Q: Are you functionally illiterate?

If you haven’t read hundreds of books, Mattis says you are. 🤓 🤗

Today I want to talk about luck and hard work.

Mattis tells us: “So here I was—offered an opportunity. Biographies of executives usually stress achievement through hard work, brilliance, or dogged persistence. By contrast, many who achieve less point to hard luck and bad breaks. I believe both views are equally true.”

He continues by saying: “Following the attacks of 9/11, when Al Qaeda and the Taliban in Afghanistan became the target, I was the next up to deploy. As Churchill noted, ‘To each there comes in their lifetime a special moment when they are figuratively tapped on the shoulder and offered a chance to do a very special thing, unique to them and fitted to their talents. What a tragedy if that moment finds them unprepared or unqualified for that which could have been their finest hour.’”

And, he says: “Thanks to Vietnam veterans, at this ‘special moment’ I was prepared and qualified ‘to do a very special thing.’ While six months earlier, it would have been someone else leading our Marines into Afghanistan, mastering your chosen vocation means you are ready when opportunity knocks.”

So…

Is it luck or hard work?

Mattis says: “YES!”

As I read that passage, I thought of a slightly different take on that Churchill quote I have memorized and recited to myself well over 1,000 times. I also thought of some Teddy Roosevelt wisdom from Doris Kearns Goodwin’s Leadership in Turbulent Times. And, I thought of Jim Collins’s scientific studies on luck.

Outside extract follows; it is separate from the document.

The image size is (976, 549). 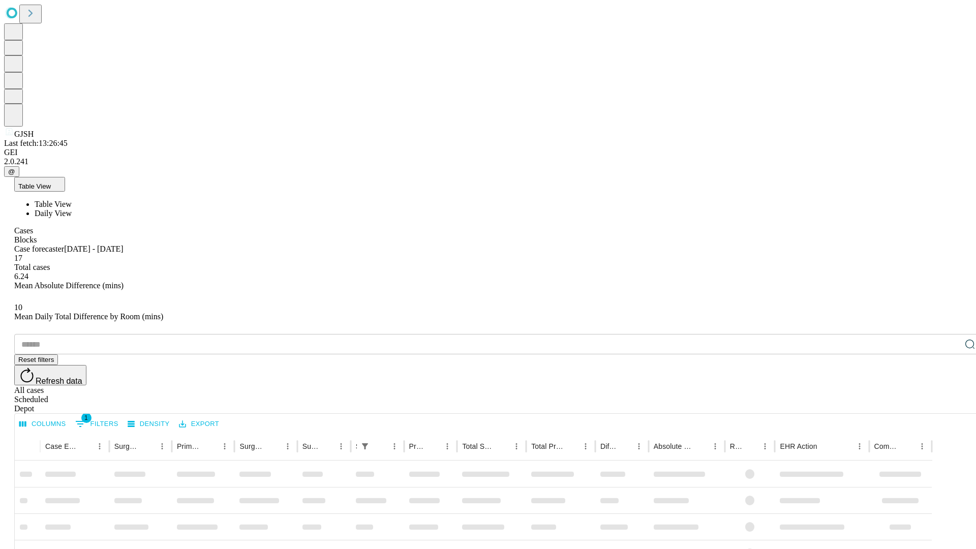 What do you see at coordinates (199, 424) in the screenshot?
I see `button: Export` at bounding box center [199, 424].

First, the Roosevelt quote.

Doris Kearns Goodwin tells us: “Any man who has been successful, [Theodore] Roosevelt repeatedly said, has leapt at opportunities chance provides.”

Now, the Churchill quote.

Churchill tells us: “There comes a certain moment in everyone’s life, a moment for which that person was born. That special opportunity, when he seizes it, will fulfill his mission—a mission for which he is uniquely qualified. In that moment, he finds greatness. It is his finest hour.”

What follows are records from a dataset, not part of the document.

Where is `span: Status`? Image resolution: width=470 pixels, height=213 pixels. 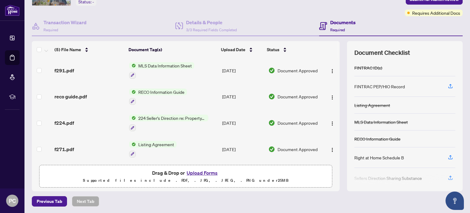 span: Status is located at coordinates (273, 50).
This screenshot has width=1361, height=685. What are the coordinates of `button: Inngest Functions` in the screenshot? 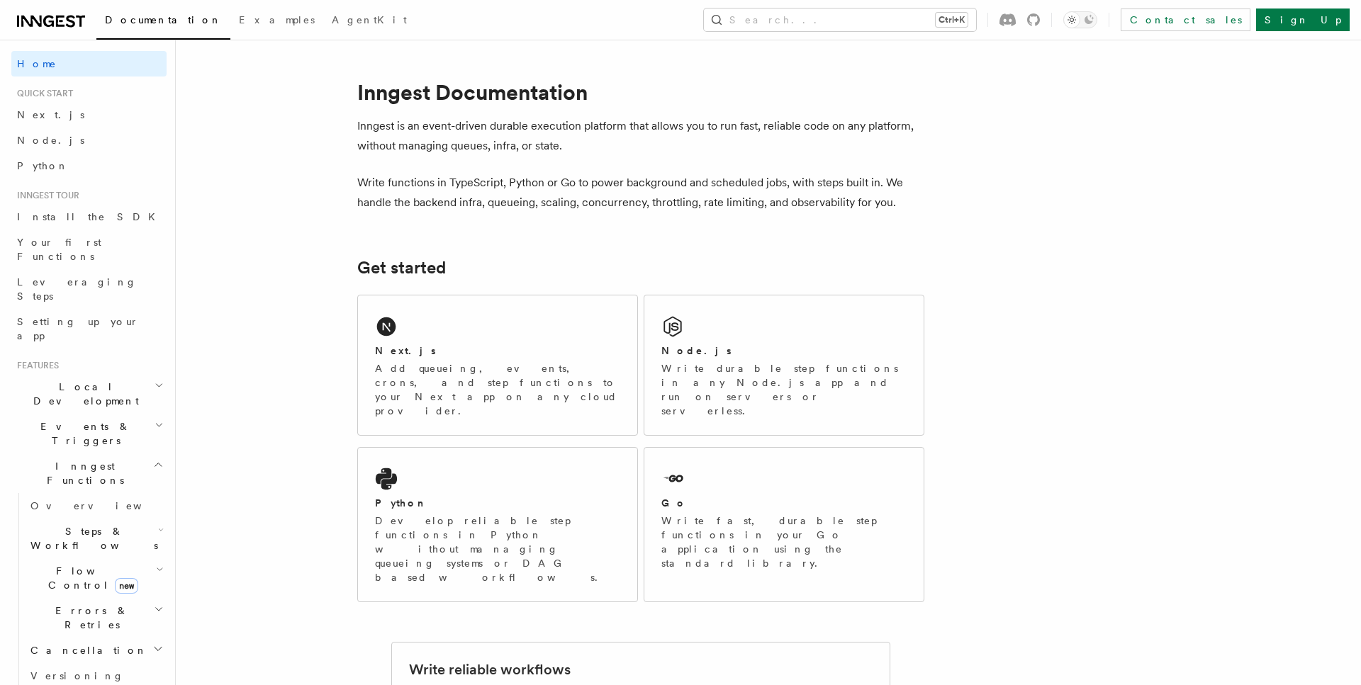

Mattis’s version is roughly 10x more powerful.

We must be prepared to seize that opportunity.

Are you?

In Beyond Entrepreneurship 2.0, Jim Collins tells us that all companies experience good and bad luck.

But...

The GREAT leaders know how to get “a return on luck.”

Do you?

Collins also tells us: “You can look at life as a search for that one big winning hand, or you can look at life as a series of hands well played. If you believe life comes down to a single hand, of course, you can easily lose. But if you see life as a series of hands, and if you play each hand the best you can, there’s a huge compounding effect. Bad luck can kill you, but good luck cannot make you great. As long as you don’t get a catastrophic stroke of bad luck that flat-out ends the game, what really matters is how well you play each hand over the long haul. How will you play this hand and the next—and every hand you’re dealt?”

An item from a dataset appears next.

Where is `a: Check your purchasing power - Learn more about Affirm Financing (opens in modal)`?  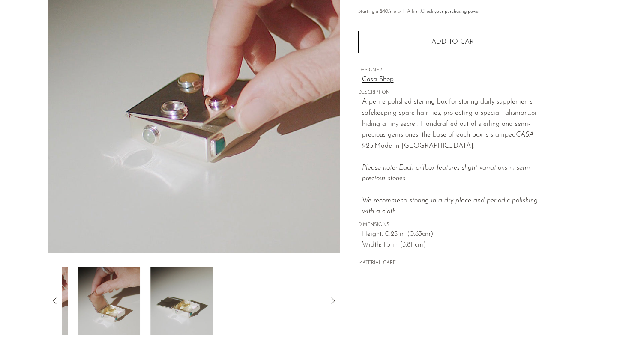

And, he says: “Imagine if after having been booted out of Apple in 1985, Jobs had said ‘Well, I got a really bad break, a bad hand. Game over.’ What if he’d lost his work ethic and his passion? What if he’d turned hurt into bitterness, instead of creating and moving forward? I used to think of Jobs as the Beethoven of business—a particular creative genius with a compositional body of work (the Macintosh as his third symphony, the iPod as his seventh, and the iPhone/iPad as his ninth). But my view has changed. I’ve come to see him more as the Winston Churchill of business—a hyper-resilient soul who exemplified the simple mantra, ‘Never give in, never, never, never.’”

That’s Today’s +1.

Let’s do the hard work so we’re prepared to take advantage of the opportunities to do what we’re here to do.